Interactive Pedagogy

Feminists and others with liberatory and interactive pedagogic goals have written extensively about why and how their efforts in the classroom run counter to traditional pedagogies centered around Socratic dialogue (Mahr & Tetreault, 1994). The Socratic "expert" (i.e., the teacher) educated by the best in her or his respective discipline enters the static classroom context in order to dispense or transmit a given body of knowledge to the awaiting "nonexpert" (i.e., the learner). Socratic dialogue is used to "pull" from the apprentice the "correct" answers to problems posed in a series of questions. "To learn" means to understand the given body of knowledge in the language approved by the respective discipline.

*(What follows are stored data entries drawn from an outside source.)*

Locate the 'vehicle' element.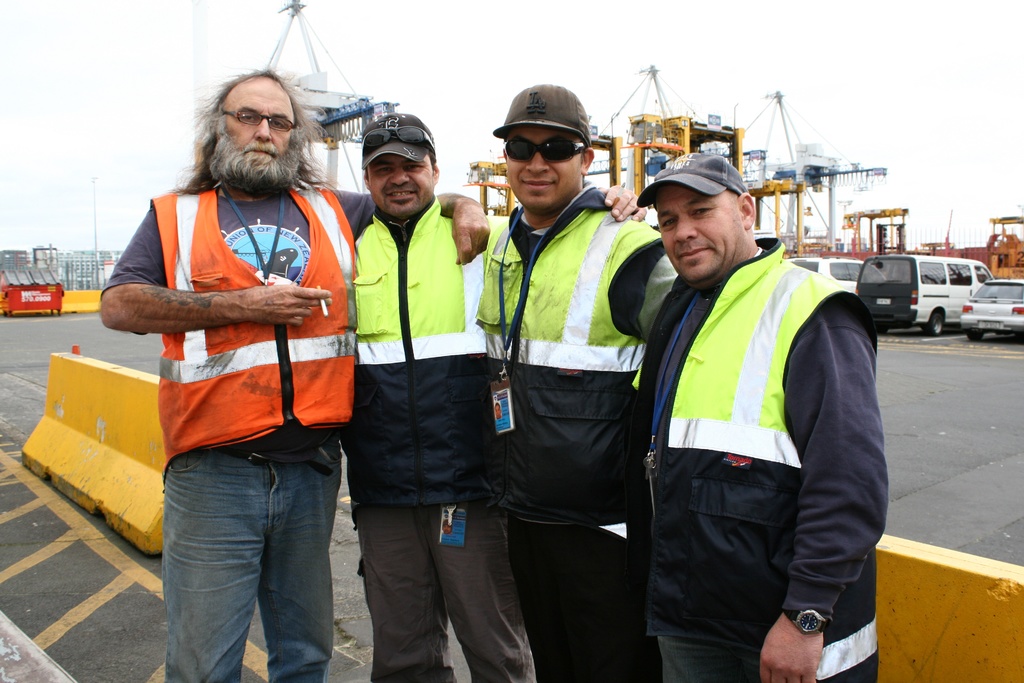
Element bbox: x1=968, y1=279, x2=1023, y2=345.
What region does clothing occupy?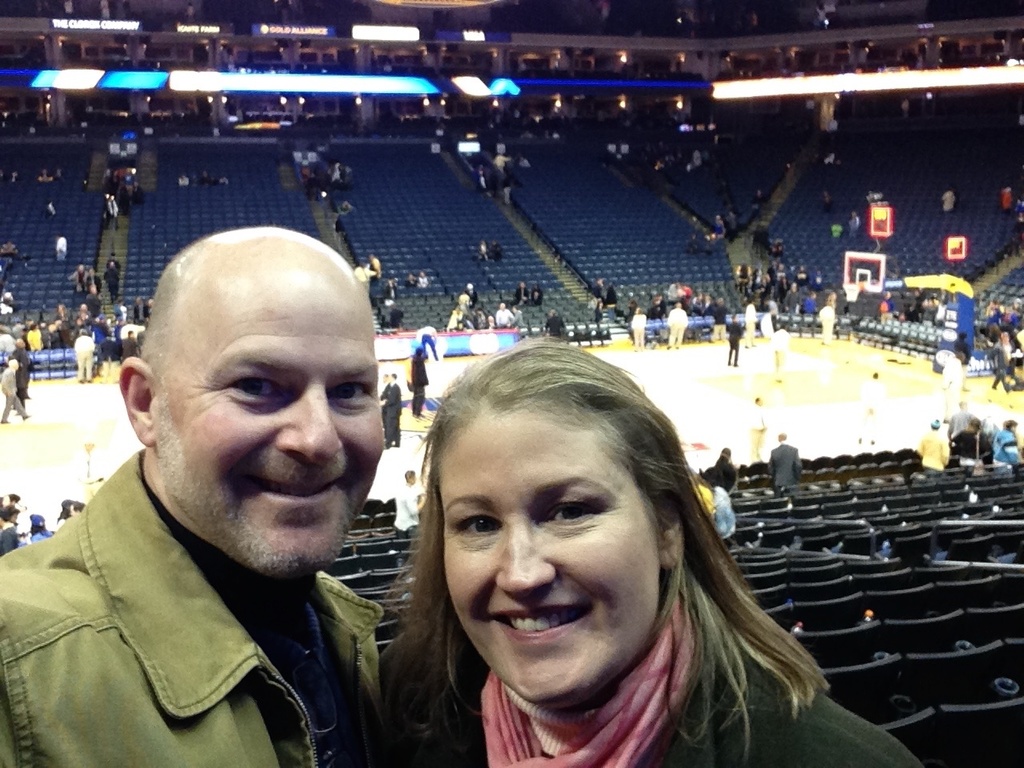
region(696, 481, 712, 525).
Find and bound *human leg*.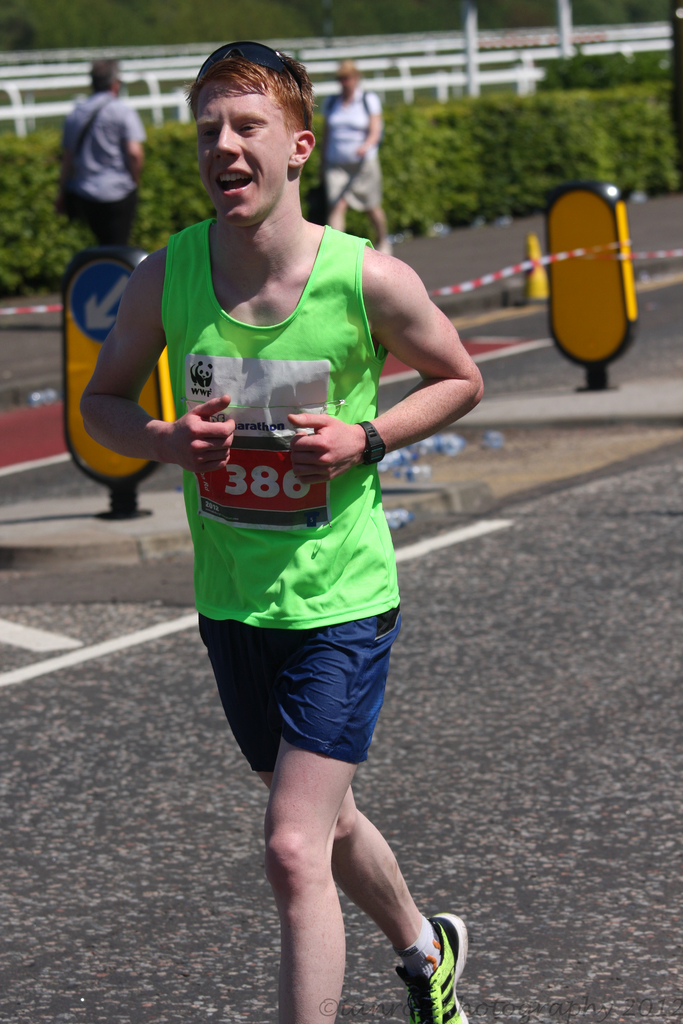
Bound: (194,596,471,1023).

Liberatory pedagogies break with traditional pedagogies by altering the relationship between learner and teacher and taking an ontologically different position on the nature of knowledge (Mahr & Tetreault, 1994). Learning partially emerges from learner questions, insight, and experience. Learner letters, diaries, journals, portfolios, and CIQs are used to encourage learners to participate in the ongoing discursive construction of knowledge and thus to take an active role in creating an education relevant to their lives.

Certainly liberatory and interactive pedagogies are not the exclusive domain of feminist educators. I wish instead to place the CIQ's use within the wider rubric of less traditional pedagogies grounded in the central philosophy that "we cannot judge what people are learning until we truly understand who the students are and the experiences they bring to learning and the classroom" (emphasis mine) (Rice, 1996, p. 11). "Critically reflective" teaching embodies such a philosophy in its goals to recognize the learner's active role in learning and to remind us that the strongest warrant for any pedagogical choice is grounded in understanding learner experiences.

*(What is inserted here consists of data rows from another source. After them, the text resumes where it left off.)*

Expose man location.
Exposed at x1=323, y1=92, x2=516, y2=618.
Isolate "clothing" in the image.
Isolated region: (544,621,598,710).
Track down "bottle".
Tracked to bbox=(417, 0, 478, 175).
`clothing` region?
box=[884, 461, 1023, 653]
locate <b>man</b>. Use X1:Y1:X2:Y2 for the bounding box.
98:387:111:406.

Critically Reflective Teaching

Stephen Brookfield (1995), in his book Becoming a Critically Reflective Teacher, details why it is so vital to understand "who" the learner is and how to use tools like the CIQ toward that end (see especially Chapters 5 and 6). Critically reflective teaching entails actively, continuously probing "inside" the learner's experience and using ethnographic tools like the CIQ to catch intriguing, informative, and sometimes frightening glimpses into the myriad ways learners make sense of the "same" classroom experiences. "Getting inside students' heads," Brookfield claims, is one of the trickiest and most crucial tasks if we are to discover how they make sense of our behavior in order to achieve desired outcomes. For teachers facing learners who act disengaged and hostile, who are ill prepared, and who show little or no insight into their own ways of knowing, critically reflective teaching practices offer valuable ways to gain access to the diverse ways of knowing and to capture the ongoing, slippery nature of each class experience.